The Republican electorate grew fastest in counties in the Sierra foothills and Northern California. They are sparsely populated rural areas that have been conservati­ve bastions for decades and are becoming even more so.

GOP registrati­on in Lassen County, along the Nevada border in the Sierra north of Reno, grew by more than six percentage points — the largest proportion­al gain in the state. Republican voters now outnumber Democrats in the county by 31.

Jeff Hemphill, a Republican supervisor and thirdgener­ation rancher in Lassen County, said voters there flocked to Trump, whom he called a “regular man’s billionair­e,” because they were frustrated by job losses and a sense that Democrats don’t care about them.

Hemphill said the county’s economy was booming 50 years ago, fueled by a vibrant logging industry. But the last mill closed more than a decade ago, and few good jobs took its place.

“We don’t like being thrown out by the state,” Hemphill said of rural California­ns. “My dad was a Kennedy Democrat, but my dad wouldn’t be a Democrat today because the party has left them behind.”

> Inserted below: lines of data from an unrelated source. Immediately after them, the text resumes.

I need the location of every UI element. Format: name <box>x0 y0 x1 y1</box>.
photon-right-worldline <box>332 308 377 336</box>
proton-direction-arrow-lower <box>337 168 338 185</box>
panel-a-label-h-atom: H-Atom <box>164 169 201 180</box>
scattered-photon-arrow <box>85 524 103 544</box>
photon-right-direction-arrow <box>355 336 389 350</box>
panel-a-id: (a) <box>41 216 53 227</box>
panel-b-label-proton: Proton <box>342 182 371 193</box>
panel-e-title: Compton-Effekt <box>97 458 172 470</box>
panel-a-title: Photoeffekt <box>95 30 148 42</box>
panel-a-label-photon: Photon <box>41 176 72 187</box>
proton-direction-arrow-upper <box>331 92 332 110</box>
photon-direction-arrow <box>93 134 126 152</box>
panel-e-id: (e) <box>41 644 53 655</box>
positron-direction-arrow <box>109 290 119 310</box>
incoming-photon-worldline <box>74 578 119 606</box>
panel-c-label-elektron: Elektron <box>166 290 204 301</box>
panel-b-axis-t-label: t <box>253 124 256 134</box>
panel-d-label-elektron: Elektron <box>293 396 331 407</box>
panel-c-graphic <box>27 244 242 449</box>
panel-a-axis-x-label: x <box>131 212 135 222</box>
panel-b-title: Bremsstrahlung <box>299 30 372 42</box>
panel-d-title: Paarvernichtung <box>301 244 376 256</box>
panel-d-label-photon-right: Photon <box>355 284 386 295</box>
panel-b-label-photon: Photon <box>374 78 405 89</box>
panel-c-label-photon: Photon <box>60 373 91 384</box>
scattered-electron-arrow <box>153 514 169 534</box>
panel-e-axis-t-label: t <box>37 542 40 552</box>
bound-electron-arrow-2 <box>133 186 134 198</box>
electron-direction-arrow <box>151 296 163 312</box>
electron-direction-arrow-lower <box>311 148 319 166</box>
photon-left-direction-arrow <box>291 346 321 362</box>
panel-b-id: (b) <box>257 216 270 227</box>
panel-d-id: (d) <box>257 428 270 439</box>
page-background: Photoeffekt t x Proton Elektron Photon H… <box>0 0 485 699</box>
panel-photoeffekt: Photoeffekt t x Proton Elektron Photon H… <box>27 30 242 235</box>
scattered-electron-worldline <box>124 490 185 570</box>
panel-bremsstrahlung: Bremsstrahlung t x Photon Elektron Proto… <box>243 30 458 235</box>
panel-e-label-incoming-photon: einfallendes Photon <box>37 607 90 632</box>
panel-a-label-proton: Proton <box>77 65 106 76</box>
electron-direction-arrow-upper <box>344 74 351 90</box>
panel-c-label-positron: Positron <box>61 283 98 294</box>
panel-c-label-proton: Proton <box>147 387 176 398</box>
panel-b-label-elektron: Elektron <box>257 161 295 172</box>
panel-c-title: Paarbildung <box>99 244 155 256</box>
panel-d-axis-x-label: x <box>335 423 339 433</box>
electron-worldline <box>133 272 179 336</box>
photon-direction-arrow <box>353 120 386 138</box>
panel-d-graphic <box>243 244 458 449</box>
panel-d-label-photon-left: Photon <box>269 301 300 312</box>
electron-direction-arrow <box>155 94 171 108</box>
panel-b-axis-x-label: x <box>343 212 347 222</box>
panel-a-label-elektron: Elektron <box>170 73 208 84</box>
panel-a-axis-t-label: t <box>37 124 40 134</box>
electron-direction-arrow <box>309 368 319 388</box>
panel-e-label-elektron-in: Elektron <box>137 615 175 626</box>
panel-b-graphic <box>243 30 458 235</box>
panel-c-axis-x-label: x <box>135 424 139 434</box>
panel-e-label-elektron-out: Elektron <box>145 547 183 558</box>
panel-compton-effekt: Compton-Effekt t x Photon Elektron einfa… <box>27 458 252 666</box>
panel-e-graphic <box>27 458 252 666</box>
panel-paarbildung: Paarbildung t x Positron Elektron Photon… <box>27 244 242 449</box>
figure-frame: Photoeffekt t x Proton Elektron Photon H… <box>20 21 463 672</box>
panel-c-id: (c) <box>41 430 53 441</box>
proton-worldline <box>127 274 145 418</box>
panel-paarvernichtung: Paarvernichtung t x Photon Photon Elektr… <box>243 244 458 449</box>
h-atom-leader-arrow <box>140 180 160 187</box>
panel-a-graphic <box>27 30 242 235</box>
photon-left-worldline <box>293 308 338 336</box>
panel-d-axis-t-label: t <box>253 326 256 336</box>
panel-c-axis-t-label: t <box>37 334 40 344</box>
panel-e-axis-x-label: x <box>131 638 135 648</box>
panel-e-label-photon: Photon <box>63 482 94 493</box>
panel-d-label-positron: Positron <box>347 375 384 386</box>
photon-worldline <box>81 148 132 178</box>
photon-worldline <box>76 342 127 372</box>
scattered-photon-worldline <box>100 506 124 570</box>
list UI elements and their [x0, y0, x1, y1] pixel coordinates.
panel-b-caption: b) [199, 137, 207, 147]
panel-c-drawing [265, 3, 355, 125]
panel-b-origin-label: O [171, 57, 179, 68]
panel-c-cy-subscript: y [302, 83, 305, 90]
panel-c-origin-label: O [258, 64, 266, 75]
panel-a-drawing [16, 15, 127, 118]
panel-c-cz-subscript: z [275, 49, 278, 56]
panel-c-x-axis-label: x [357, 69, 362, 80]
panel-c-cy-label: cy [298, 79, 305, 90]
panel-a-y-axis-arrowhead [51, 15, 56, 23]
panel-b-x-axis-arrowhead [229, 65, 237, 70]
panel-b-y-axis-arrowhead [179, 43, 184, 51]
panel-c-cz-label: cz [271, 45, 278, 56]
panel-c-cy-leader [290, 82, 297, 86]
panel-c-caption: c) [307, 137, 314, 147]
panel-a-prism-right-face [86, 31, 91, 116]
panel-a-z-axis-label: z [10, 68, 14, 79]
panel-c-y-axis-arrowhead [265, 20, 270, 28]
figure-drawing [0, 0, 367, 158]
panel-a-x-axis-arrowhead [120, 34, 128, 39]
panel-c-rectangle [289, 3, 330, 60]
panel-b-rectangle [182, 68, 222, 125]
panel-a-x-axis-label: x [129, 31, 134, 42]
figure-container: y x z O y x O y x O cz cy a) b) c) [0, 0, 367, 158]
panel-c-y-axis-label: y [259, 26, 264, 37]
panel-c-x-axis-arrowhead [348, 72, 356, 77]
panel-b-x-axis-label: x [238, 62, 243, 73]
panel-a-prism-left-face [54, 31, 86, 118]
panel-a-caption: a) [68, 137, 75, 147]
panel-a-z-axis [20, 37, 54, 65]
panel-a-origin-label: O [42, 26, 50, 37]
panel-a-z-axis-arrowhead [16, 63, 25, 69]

It’s no coincidenc­e that Lassen and other counties where Republican­s made their greatest gains also supplied an outsize share of the signatures for the petition drive that is likely to put a recall of Gov. Gavin Newsom on the ballot later this year.

Democrats, meanwhile, padded their registrati­on advantage most in the Bay Area, where party strategist­s say many independen­ts decided to go blue because they feared a second Trump term.

San Francisco and Marin County reported the largest gains for the party in the state — Democratic registrati­on surged by more than five percentage points in both places.

Paul Cohen, chair of the Marin County Democratic Party and a campaign consultant, said many independen­ts who went Democratic were likeminded progressiv­es who saw in Trump “an existentia­l threat to our democracy.”

“You get tired of saying, ‘This is the most important election of our lifetime.’ But this must have been it,” Cohen said.

While Democrats increased their overall advantage statewide, Republican­s also gained voters in many blue areas. For example, GOP registrati­on grew by 0.3 percentage points in San Francisco after shrinking in every election cycle for decades.

Harmeet Dhillon, a Republican lawyer who lives in the city, said the party did better statewide less because of Trump and more due to frustratio­n with coronaviru­s health restrictio­ns that forced the closure of inperson schooling and indoor church services for nearly a year.

“People are very dissatisfi­ed with the oneparty state that we live with in California,” she said. “Nobody’s happy with California.”

Some analysts say the drop in the number of independen­t voters could be tied to the state’s motor voter program, which automatica­lly registers people to vote when they do business at the Department of Motor Vehicles.

California saw a steep rise in independen­ts after the program started in 2018, which many blamed on a setting that defaulted voters to “no party preference” if they did not select a party. The DMV later made changes to help prevent people from unknowingl­y becoming independen­ts.

Glitches aside, the DMV program has contribute­d to a surge in overall voter registrati­on. California registered 88% of eligible voters last year, an increase of nine percentage points from 2019. Every county in the state reported a sizable registrati­on jump.

Katie Merrill, a Democratic political strategist in Berkeley, said less frequent or new voters on both ends of the political spectrum were unusually motivated in 2020.

On the Republican side, she said, many were aggrieved libertaria­ns or people for whom GOP presidenti­al nominees such as Mitt Romney had been insufficie­ntly conservati­ve. She predicted the party could have a hard time keeping those voters if Trump fades from the spotlight.

“Trump was able to voice their grievances in a way that no Republican candidate had before,” Merrill said. “They felt like there was a place for them.”